Handling Claims Without Burning Bridges

When that email or phone call comes in — and eventually it will — here’s the approach that’s worked well for me:

  1. Get back to them fast. Within 24 hours, even if it’s just “Got your message, looking into it.” People want to feel heard
  2. Ask for photos. Get a clear picture of the problem and a description of what happened. Literally — photos save a lot of back and forth
  3. Be honest with yourself. Was this your fault or theirs? Sometimes the answer is uncomfortable, but you’ve got to call it straight
  4. Give them a path forward. If it’s covered, tell them exactly what happens next. If it’s not, explain why and offer a paid repair. Don’t just say “not covered, sorry”
  5. Write it all down. Keep records of every claim and how you resolved it. Future you will thank present you

The Gray Areas — And Why Being Generous Usually Pays Off

Here’s a scenario I’ve actually dealt with: customer stored a dresser in a barely-heated garage over winter. Wood moved, joints loosened. But if I’m being real with myself, those joints also weren’t my tightest work. So whose fault is it?

That’s what makes this part of the business endearing to us woodworkers — we care about our pieces even after they leave the shop. In gray areas, I think about the math:

  • Fixing or replacing: maybe $400
  • Future purchases from this customer: easily $10,000+
  • Referrals from a happy customer: $15,000+ over time
  • Damage from a bad review or negative word-of-mouth: you can’t even put a number on it

Nine times out of ten, taking care of it is the right business decision. People remember how you handled the problem way more than the problem itself. I’ve gotten some of my best referrals from warranty situations I handled well.

Track Your Warranty Costs — It’s Free Quality Control

Keep a log of every warranty job:

  • When you sold the piece and when the claim came in
  • What actually went wrong
  • How much time and material the fix cost
  • What caused it, if you can tell

This data is gold. If the same drawer slides keep failing, switch suppliers. If finish problems cluster around certain months, maybe your finishing room humidity is off during those seasons. I found a ventilation issue in my shop this way. Warranty claims are expensive feedback, but they’re telling you something real about your process.

Build Warranty Costs Into Your Prices

Don’t eat warranty costs out of profit — price for them. Most industry guidance says 1-2% of the piece price should go into a warranty reserve. On $200,000 in annual sales, that’s $2,000-$4,000 set aside.

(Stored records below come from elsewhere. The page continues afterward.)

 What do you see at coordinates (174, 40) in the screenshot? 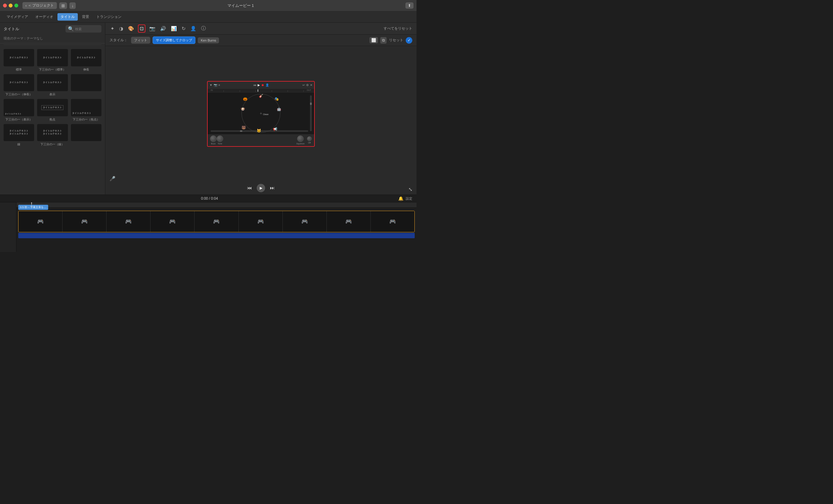
I see `crop-button: サイズ調整してクロップ` at bounding box center [174, 40].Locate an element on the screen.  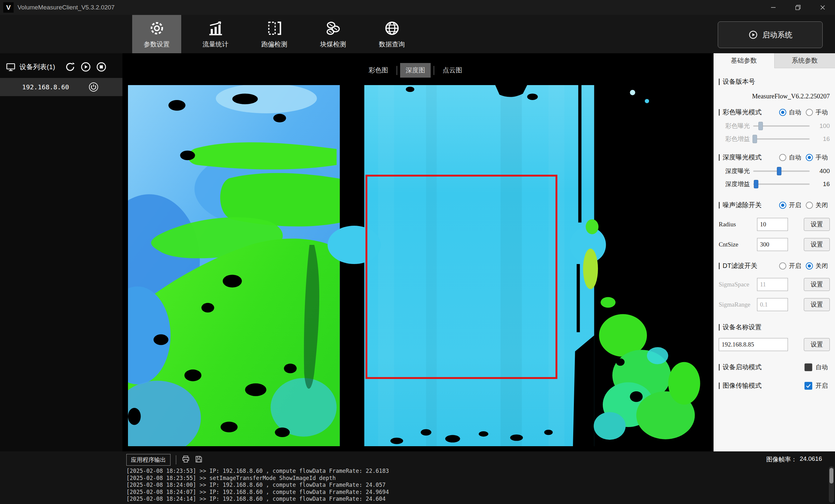
device-row: 192.168.8.60 is located at coordinates (61, 87).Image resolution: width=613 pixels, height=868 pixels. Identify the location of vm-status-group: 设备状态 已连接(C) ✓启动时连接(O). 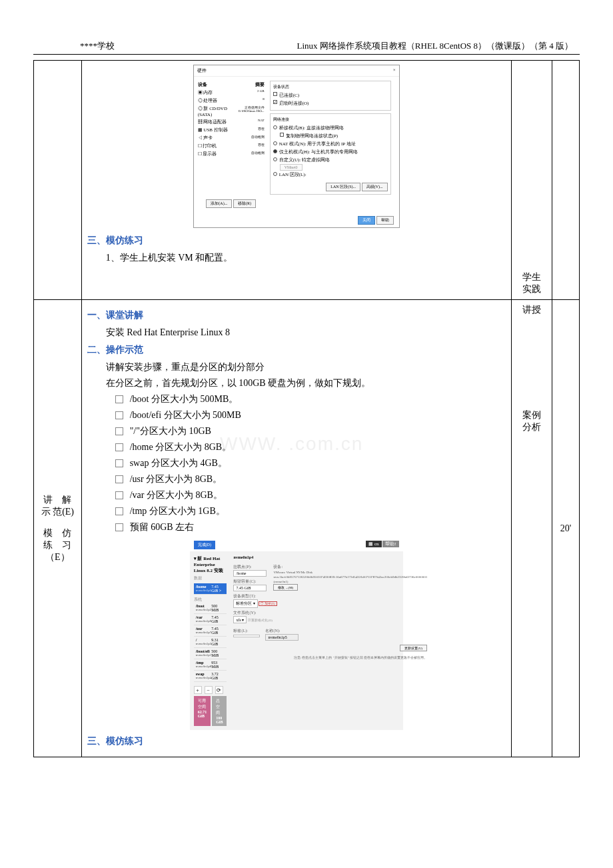
(330, 96).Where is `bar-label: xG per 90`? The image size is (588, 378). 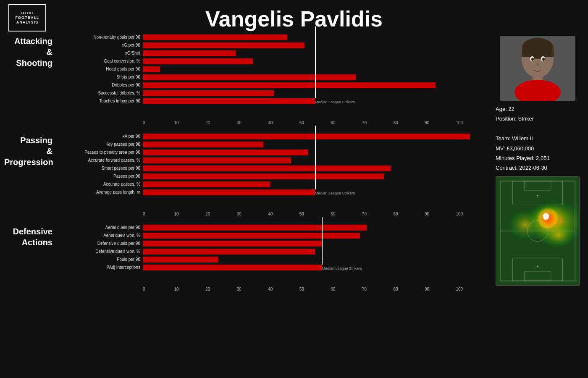 bar-label: xG per 90 is located at coordinates (101, 45).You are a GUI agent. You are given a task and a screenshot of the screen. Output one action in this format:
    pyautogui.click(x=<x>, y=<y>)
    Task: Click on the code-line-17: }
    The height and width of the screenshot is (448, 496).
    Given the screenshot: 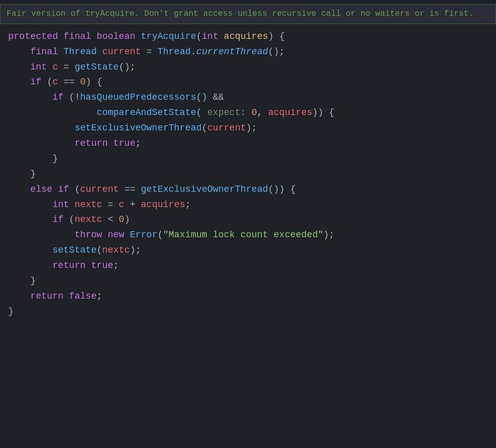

If you almost never touch that money, your work quality is solid. If you’re burning through it regularly, there’s a process problem somewhere in your shop that needs attention.

Put It in Writing. Every Time.

Hand a printed warranty to every customer with every piece. That document does a lot of heavy lifting:

  • It shows you’re a professional who takes this seriously
  • It sets expectations before there’s ever a problem
  • It protects both of you when things go sideways
  • It doubles as care instructions
  • It has your contact info right there when they need it

Include the terms in your sales agreement and give them a separate copy with the finished piece. It’s a small touch that reinforces you stand behind what you build.

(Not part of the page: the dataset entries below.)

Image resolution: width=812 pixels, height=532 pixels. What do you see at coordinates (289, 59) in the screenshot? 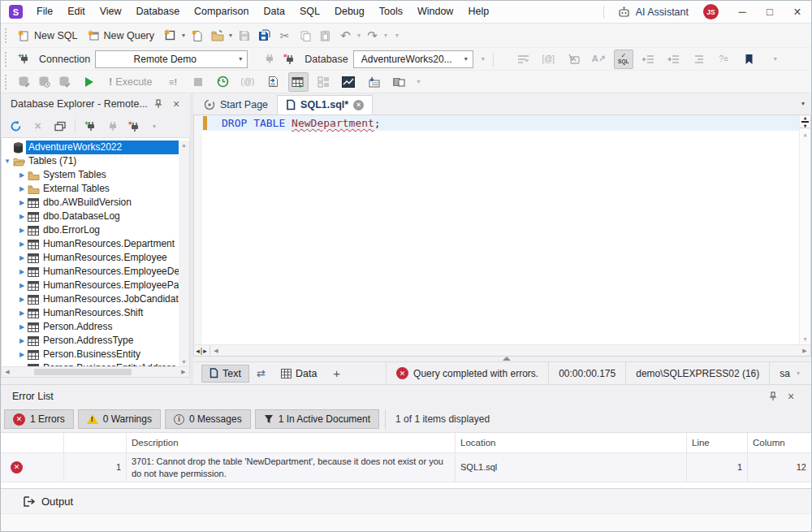
I see `disconnect-button: ×` at bounding box center [289, 59].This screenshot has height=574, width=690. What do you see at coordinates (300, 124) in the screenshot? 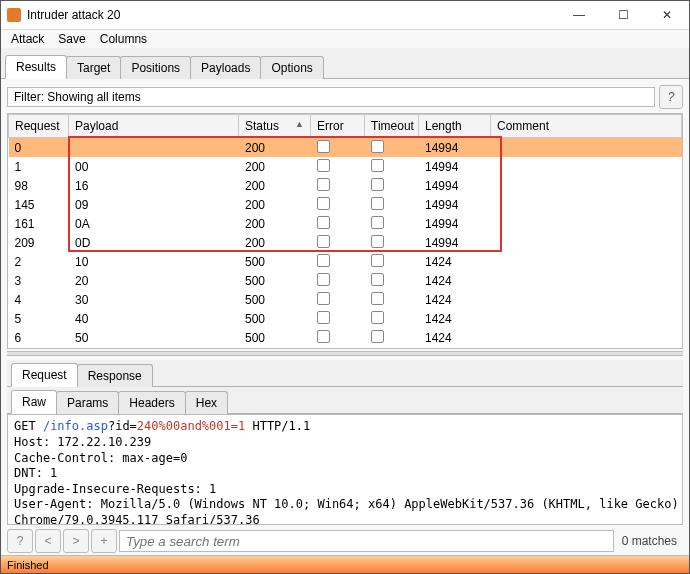
I see `sort-asc-icon: ▲` at bounding box center [300, 124].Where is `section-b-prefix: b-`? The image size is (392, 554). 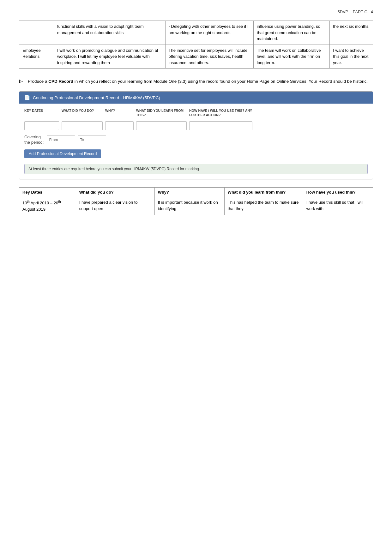
section-b-prefix: b- is located at coordinates (22, 81).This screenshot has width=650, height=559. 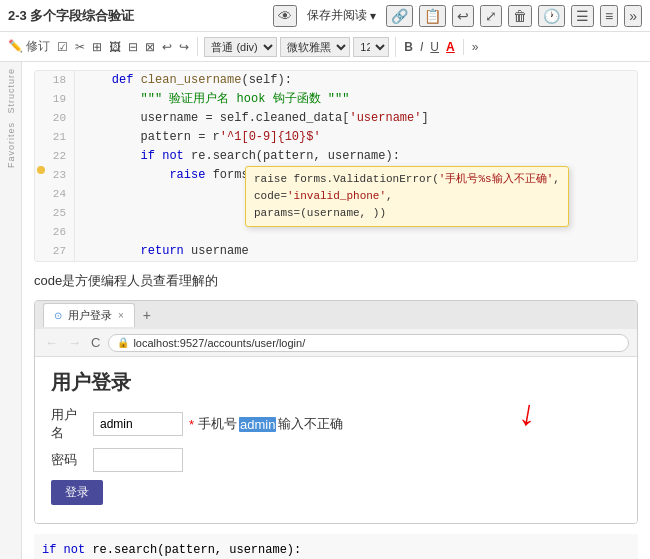 What do you see at coordinates (408, 47) in the screenshot?
I see `bold-button: B` at bounding box center [408, 47].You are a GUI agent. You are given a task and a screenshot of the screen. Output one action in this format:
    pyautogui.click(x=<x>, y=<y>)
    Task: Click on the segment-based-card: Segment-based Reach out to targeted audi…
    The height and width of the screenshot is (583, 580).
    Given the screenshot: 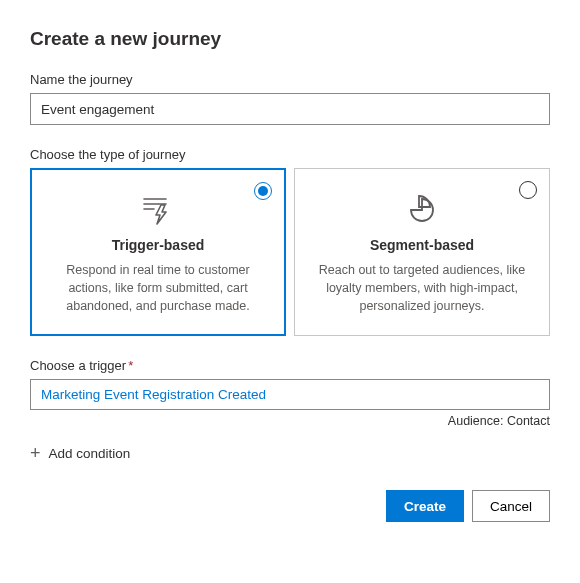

So What’s the Right Answer?

For most of us doing custom work, two years is the move. Long enough to show you mean it, short enough to keep your risk manageable, and right in the window where real defects actually show up.

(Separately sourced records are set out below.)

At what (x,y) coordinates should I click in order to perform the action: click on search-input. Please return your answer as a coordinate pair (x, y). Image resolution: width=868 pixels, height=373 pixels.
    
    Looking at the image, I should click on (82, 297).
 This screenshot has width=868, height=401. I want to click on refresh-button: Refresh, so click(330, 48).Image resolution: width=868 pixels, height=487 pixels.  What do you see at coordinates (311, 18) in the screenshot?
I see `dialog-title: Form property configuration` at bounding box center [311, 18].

But whatever length you go with, be consistent about it, get it in writing, and handle claims like a pro. Your warranty isn’t just about fixing mistakes — it’s part of how people decide whether to trust you with their next project. And in my experience, that trust is the most valuable thing your shop produces.

David Chen

David Chen

Author & Expert

David Chen is a professional woodworker and furniture maker with over 15 years of experience in fine joinery and custom cabinetry. He trained under master craftsmen in traditional Japanese and European woodworking techniques and operates a small workshop in the Pacific Northwest. David holds certifications from the Furniture Society and regularly teaches woodworking classes at local community colleges. His work has been featured in Fine Woodworking Magazine and Popular Woodworking.